The Belfast (Good Friday) Agreement neither depends upon nor requires a particular customs or regulatory regime. The broader commitments in the Agreement, including to parity of esteem, partnership, democracy and to peaceful means of resolving differences, can be be met if we explore solutions other than the backstop.

NEXT STEPS

For these three reasons the backstop cannot form part of an agreed Withdrawal Agreement. That is a fact we must both acknowledge. I believe the task before us is to strive to find other solutions, and I believe an agreement is possible.

We must, first, ensure there is no return to a hard border. One of the many dividends of peace in Northern Ireland and the vast reduction of the security threat is the disappearance of a visible border. This is something to be celebrated and preserved. This Government will not put in place infrastructure, checks, or controls at the border between Northern Ireland and Ireland. We would be happy to accept a legally binding commitment to this effect and hope that the EU would do likewise.

We must also respect the aim to find “flexible and creative” solutions to the unique circumstances on the island of Ireland. That means that alternative ways of managing the customs and regulatory differences contingent on Brexit must be explored. The reality is that there are already two separate legal, political, economic and monetary jurisdictions on the island of Ireland. This system is already administered without contention and with an open border.

The UK and the EU have already agreed that “alternative arrangements” can be part of the solution.

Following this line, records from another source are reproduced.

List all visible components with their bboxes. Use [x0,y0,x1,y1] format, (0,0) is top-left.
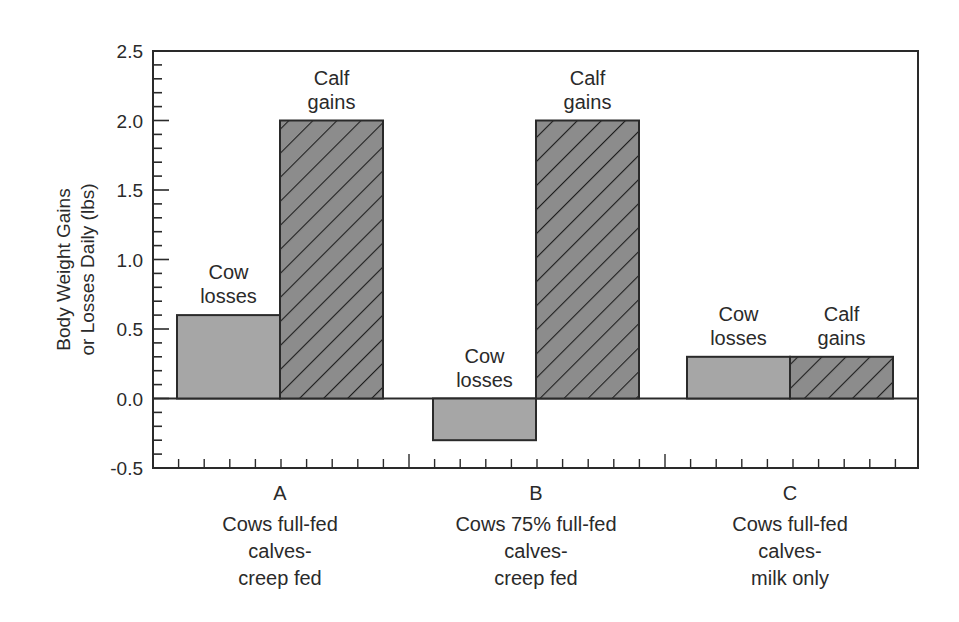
cow-losses-label: Cow [208,261,249,283]
y-tick-label: 0.0 [117,389,143,410]
category-letter: B [529,482,542,504]
category-letter: C [783,482,797,504]
category-description: calves- [504,540,567,562]
calf-gains-label: gains [564,91,612,113]
category-description: Cows full-fed [222,513,338,535]
calf-gains-bar-a [280,121,383,399]
calf-gains-label: Calf [314,67,350,89]
y-tick-label: 2.0 [117,111,143,132]
category-description: calves- [758,540,821,562]
calf-gains-label: gains [818,327,866,349]
category-description: creep fed [494,567,577,589]
y-axis-label: Body Weight Gainsor Losses Daily (lbs) [53,183,98,355]
y-tick-label: 2.5 [117,41,143,62]
category-description: Cows full-fed [732,513,848,535]
calf-gains-label: Calf [824,303,860,325]
y-axis-title: or Losses Daily (lbs) [77,183,98,355]
calf-gains-bar-b [536,121,639,399]
cow-losses-bar-c [687,357,790,399]
category-description: Cows 75% full-fed [455,513,616,535]
y-axis-title: Body Weight Gains [53,188,74,350]
bar-chart: -0.50.00.51.01.52.02.5 CowlossesCalfgain… [0,0,959,622]
category-description: milk only [751,567,829,589]
x-axis [179,454,896,468]
y-tick-label: 1.0 [117,250,143,271]
cow-losses-label: losses [710,327,767,349]
y-tick-label: 0.5 [117,319,143,340]
category-description: calves- [248,540,311,562]
cow-losses-label: Cow [718,303,759,325]
category-labels: ACows full-fedcalves-creep fedBCows 75% … [222,482,848,589]
cow-losses-bar-a [177,315,280,398]
calf-gains-label: Calf [570,67,606,89]
y-tick-label: -0.5 [110,458,143,479]
calf-gains-bar-c [790,357,893,399]
calf-gains-label: gains [308,91,356,113]
cow-losses-label: Cow [464,345,505,367]
category-letter: A [273,482,287,504]
cow-losses-label: losses [456,369,513,391]
bars [177,121,893,441]
cow-losses-label: losses [200,285,257,307]
cow-losses-bar-b [433,399,536,441]
y-tick-label: 1.5 [117,180,143,201]
category-description: creep fed [238,567,321,589]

Accordingly:

– I propose that the backstop should be replaced with a commitment to put in place such arrangements as far as possible before the end of the transition period, as part of the future relationship.

– I also recognise that there will need to be a degree of confidence about what would happen if these arrangements were not all fully in place at the end of that period. We are ready to look constructively and flexibly at what commitment might help, consistent of course with the principles set out in this letter.

Time is very short. But the UK is ready to move quickly, and given the degree of common ground already, I hope that the EU will be ready to do likewise. I am equally confident that our Parliament would be able to act rapidly if we were able to reach a satisfactory agreement which did not contain the “backstop”: indeed it has already demonstrated that there is a majority for an agreement on these lines.

I believe that a solution on the lines we are proposing will be more stable, more long lasting, and more consistent with the overarching framework of the Belfast (Good Friday) Agreement which has been decisive for peace in Northern Ireland. I hope that the EU can work energetically in this direction and for my part I am determined to do so.

I am copying this letter to the President of the European Commission and members of the European Council.

Yours ever,

Boris  

Letter to European Council President, Donald Tusk, 19 August 2019

 

 

Whatever Else You Call It

UK Parliament, 1st Day of Prorogation, 10 September, 2019
The Gormenghast and his Project Leave cabal are quite clearly adopting a strategy of chaos and iconoclasm.
 
Nothing you thought was safe is safe. It turns out that what you thought was a wall, solid and strong, protective, can easily be bulldozed.
 
Laws passed might not be enshrined, or obeyed; democracy might be shut down; people might be allowed to die for the sake of ideology; parties can be purged and smashed; treaties can be torn up and commitments reneged upon; we can talk trade while playing protectionism; we can talk science while crushing the cooperation it requires; we can cheat and be found out and still keep the keys to power; we can break the law and suppress investigation in the name of ‘national interest’; we can claim popular support for a single overriding issue, while refusing a confirmatory vote to prove it; we can insist on crashing the plane as a win….
 
Whatever else you call this policy of daily dead-cat-on-the-table outrage, it is not government.
 
It is the opposite of government.
 
It’s not just that the UK has no parliament.  It has no government either.